Brain patterns can be difficult to predict. This is especially true when neurological disorders or traumatic brain injuries are involved.
“Traumatic brain injuries (TBI) can lead to lasting physical, emotional and cognitive impairments,” Dr. Tayo Obafemi-Ajayi, associate professor of electrical engineering at Missouri State University, said.
“For TBI, among other neurological disorders, the information provided by neuroimaging can play a crucial role in diagnosing the disorder and predicting its development.”
Neuroimaging explained
How does neuroimaging work?
One technique involves Magnetic Resonance Imaging (MRI) technology that documents brain activity in pictures.
The technology can serve many purposes in neuroscience. This includes providing a path to predicting TBI’s severity, as Obafemi-Ajayi and her team of researchers have found.
Their research on the subject recently received the Best Paper Award at the 2021 IEEE International Conference on Computational Intelligence in Bioinformatics and Computational Biology (CIBCB).
From machine-fueled models to real understanding
Obafemi-Ajayi’s team evaluated a deep learning model that draws from machine learning.
“Our model is based on neural networks, which attempt to mimic neurons in the human brain,” Obafemi-Ajayi said.
While they know the networks work, the researchers are investigating how and why they do. This ambiguity has led the neural networks’ model to be coined a “black box.”
Obafemi-Ajayi’s research team hopes to break out of the black box’s barriers. This can only become possible by learning where exactly the parameters begin and end.
“We want to understand exactly why the model produces such accurate results,” Obafemi-Ajayi said. “This would allow us to make the model explainable beyond the black box that has up to this point confined interpretations of how it works.”
More about the project
The project served as a collaboration between researchers from Missouri State and Missouri University of Science and Technology (Missouri S&T).
The universities share the cooperative engineering program.
The research team’s contributors include:
- Dacosta Yeboah, alumnus of the computer science department at MSU and leader author.
- Dr. Daniel Hier, adjunct professor of electrical and computer engineering at Missouri S&T.
- Dr. Gayla Olbricht, associate professor of statistics at Missouri S&T.
- Hung Nguyen, undergraduate computer science student at MSU and research assistant in the Computational Learning Systems (CLS) Lab.
- Dr. Tayo Obefami-Ajayi.
Their research paper is titled “A deep learning model to predict traumatic brain injury severity and outcome from MR images.”
The project’s award recognition comes with a $300 prize and certificate.
Explore the cooperative engineering program
About the conference
The IEEE International Conference on CIBCB is a flagship conference of the Bioinformatics and Bioengineering Technical Committee (BBTC).
The committee serves as part of the IEEE Computational Intelligence Society (CIS).
“The conference offered exposure to some exciting developments in computational intelligence and biomedical science,” Obafemi-Ajayi said. “Participating speakers provided inspiring talks that captured the amazing pace of progress reached in automated machine learning.”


▶ _WHAT YOU SHOULD DO_: An exact copy of every record, without the pictures, is what should come back.

*** WORKING DATA ***

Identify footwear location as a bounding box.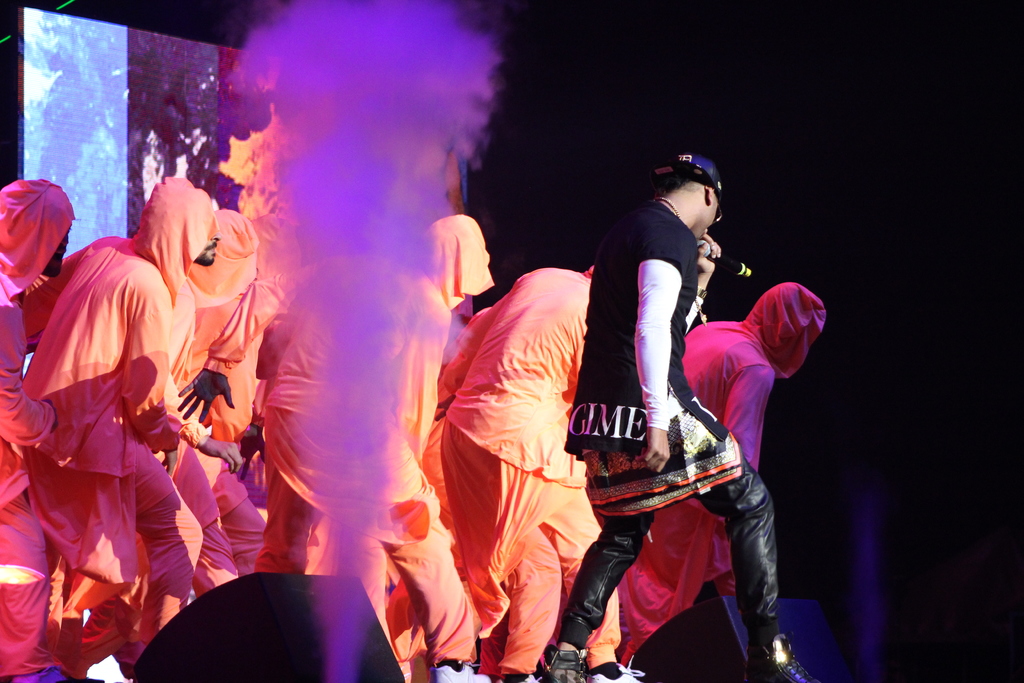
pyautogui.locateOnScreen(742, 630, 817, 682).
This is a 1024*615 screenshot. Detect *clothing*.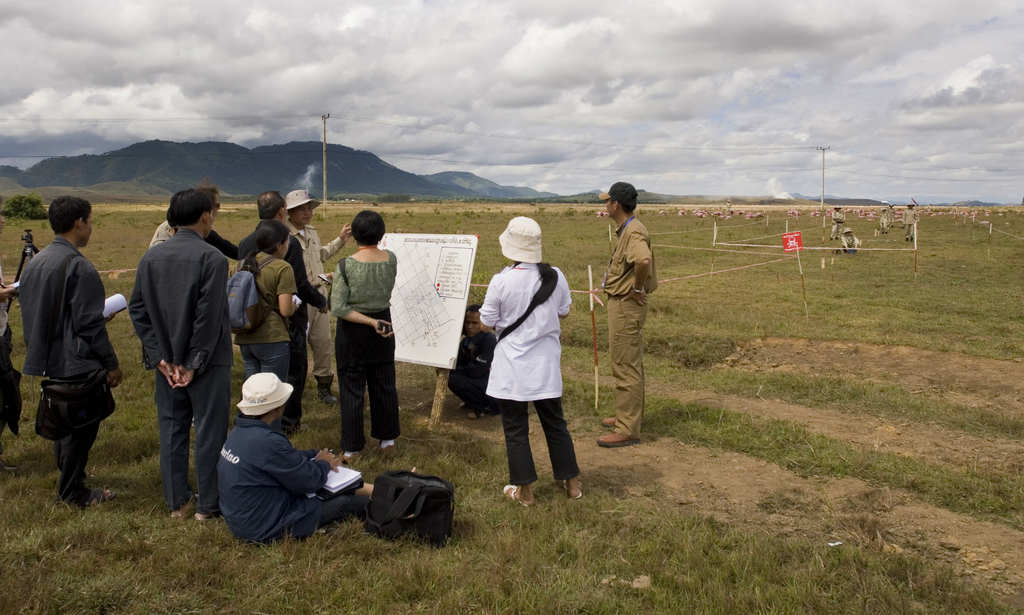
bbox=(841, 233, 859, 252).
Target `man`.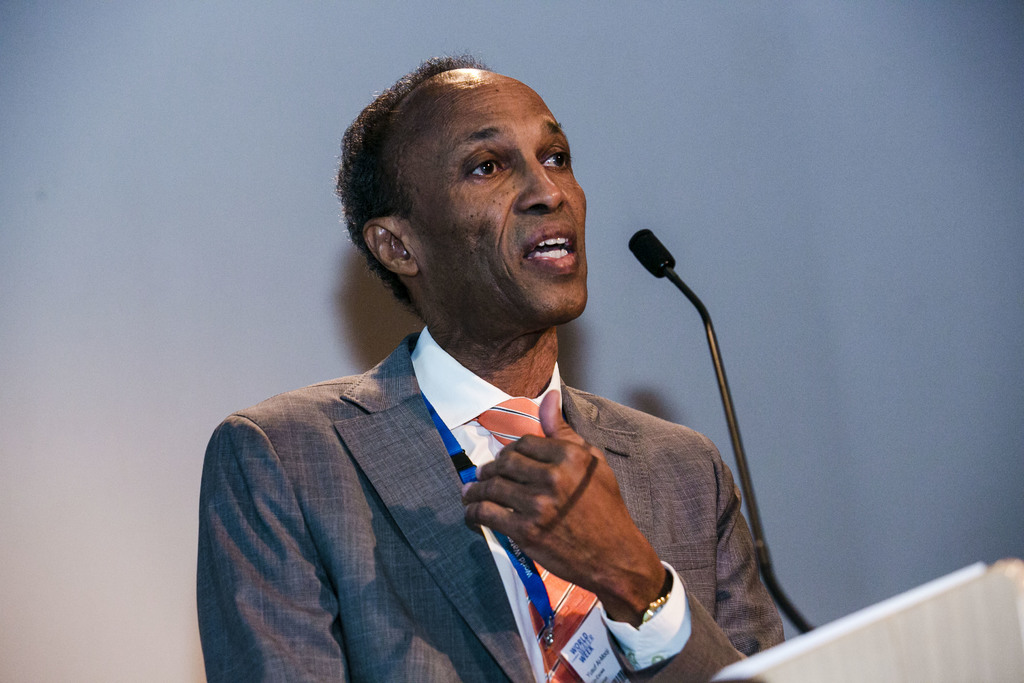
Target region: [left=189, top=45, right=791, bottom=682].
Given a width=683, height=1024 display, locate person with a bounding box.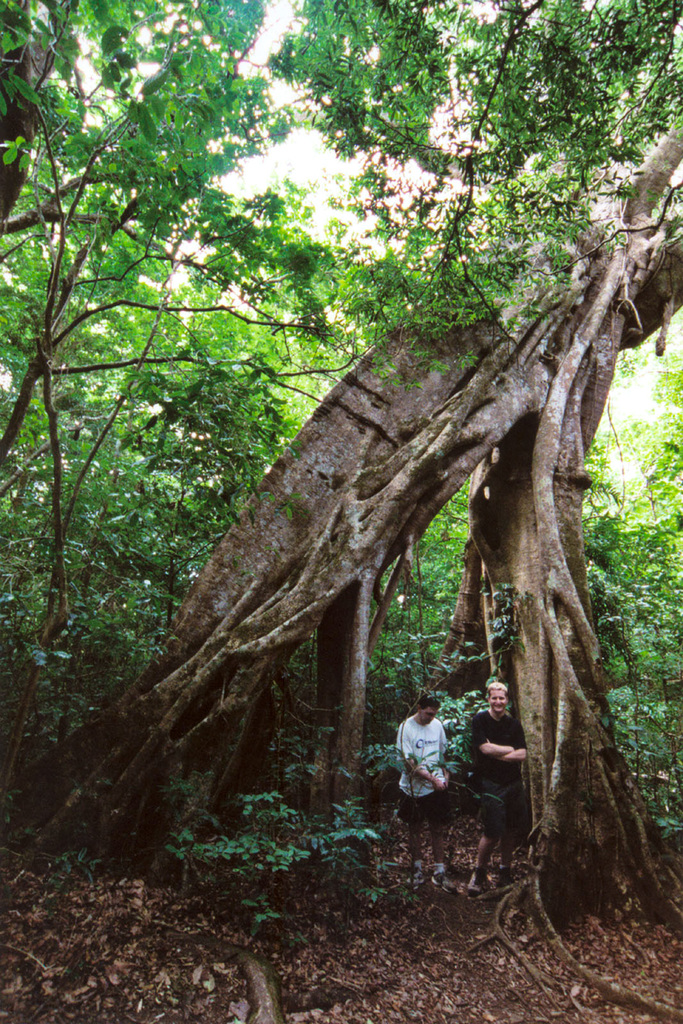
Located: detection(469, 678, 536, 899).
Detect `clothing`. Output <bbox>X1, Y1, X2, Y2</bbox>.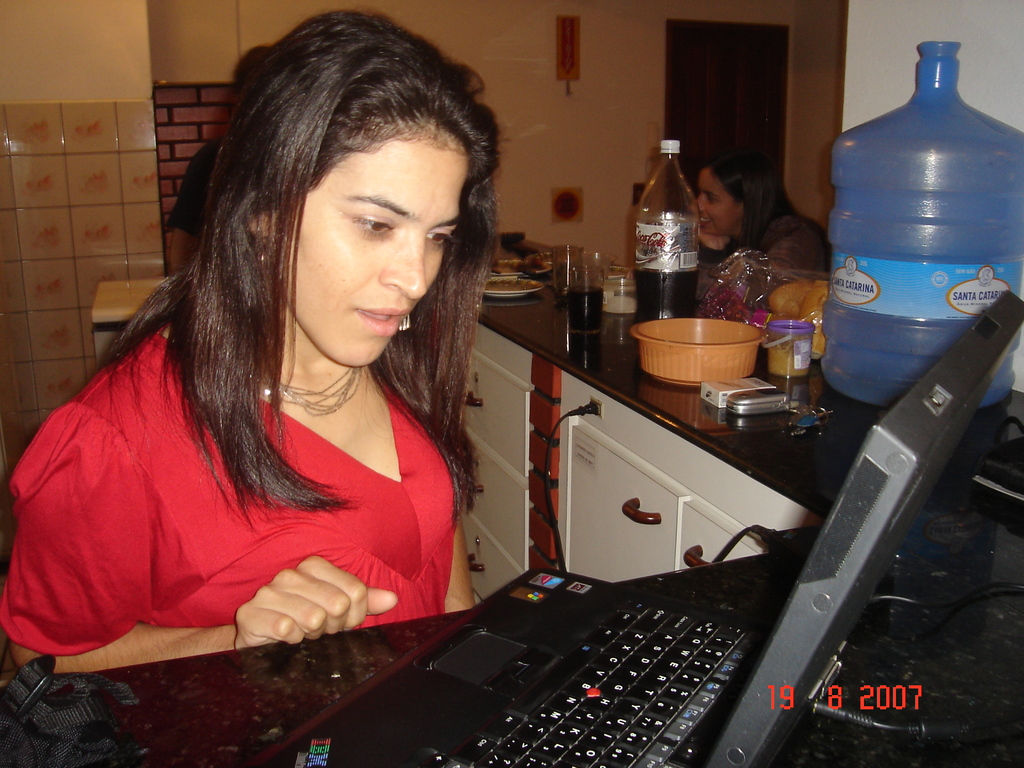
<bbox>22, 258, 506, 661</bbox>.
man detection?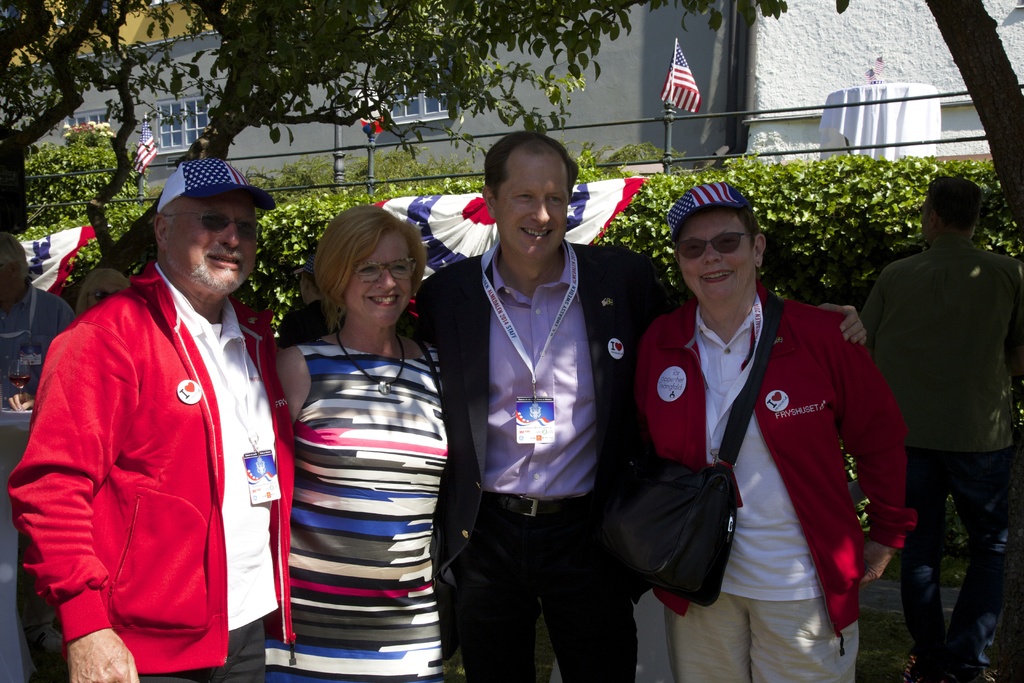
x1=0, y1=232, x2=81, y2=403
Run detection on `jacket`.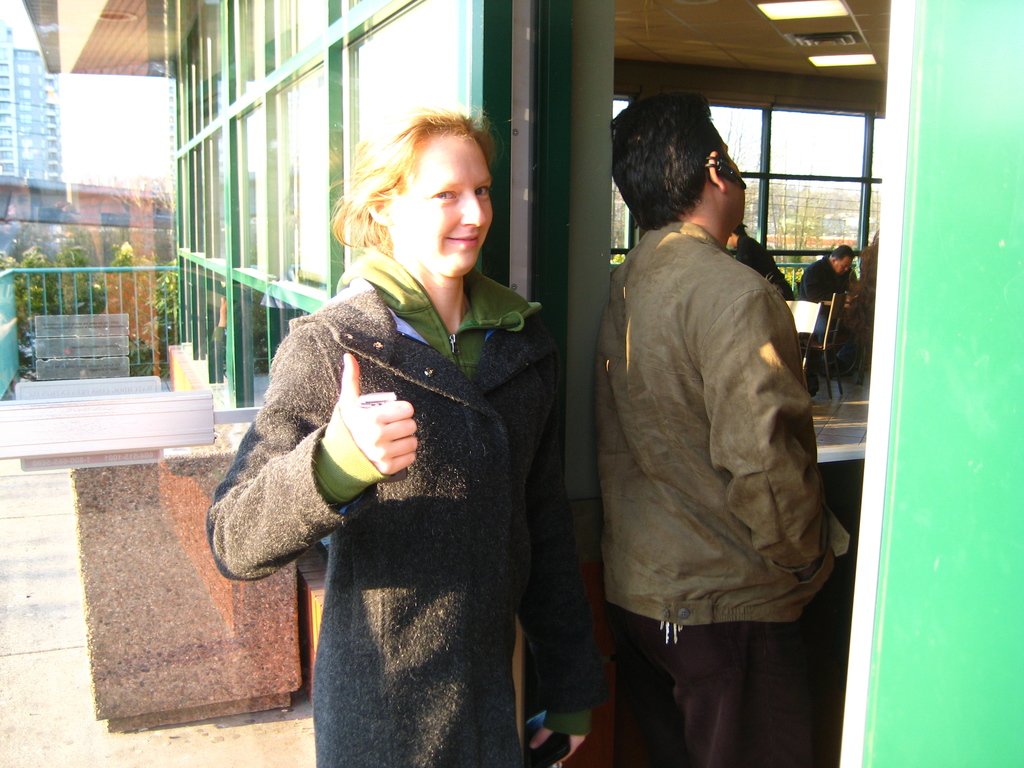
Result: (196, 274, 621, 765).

***

▶ _OUTPUT OF THE TASK_:
Identify footwear location as a bounding box.
pyautogui.locateOnScreen(742, 630, 817, 682).
This is a 1024*615 screenshot. Detect *clothing*.
bbox=(841, 233, 859, 252).
Target `man`.
Target region: [left=189, top=45, right=791, bottom=682].
Given a width=683, height=1024 display, locate person with a bounding box.
Located: detection(469, 678, 536, 899).
Detect `clothing`. Output <bbox>X1, Y1, X2, Y2</bbox>.
<bbox>22, 258, 506, 661</bbox>.
man detection?
x1=0, y1=232, x2=81, y2=403
Run detection on `jacket`.
Result: (196, 274, 621, 765).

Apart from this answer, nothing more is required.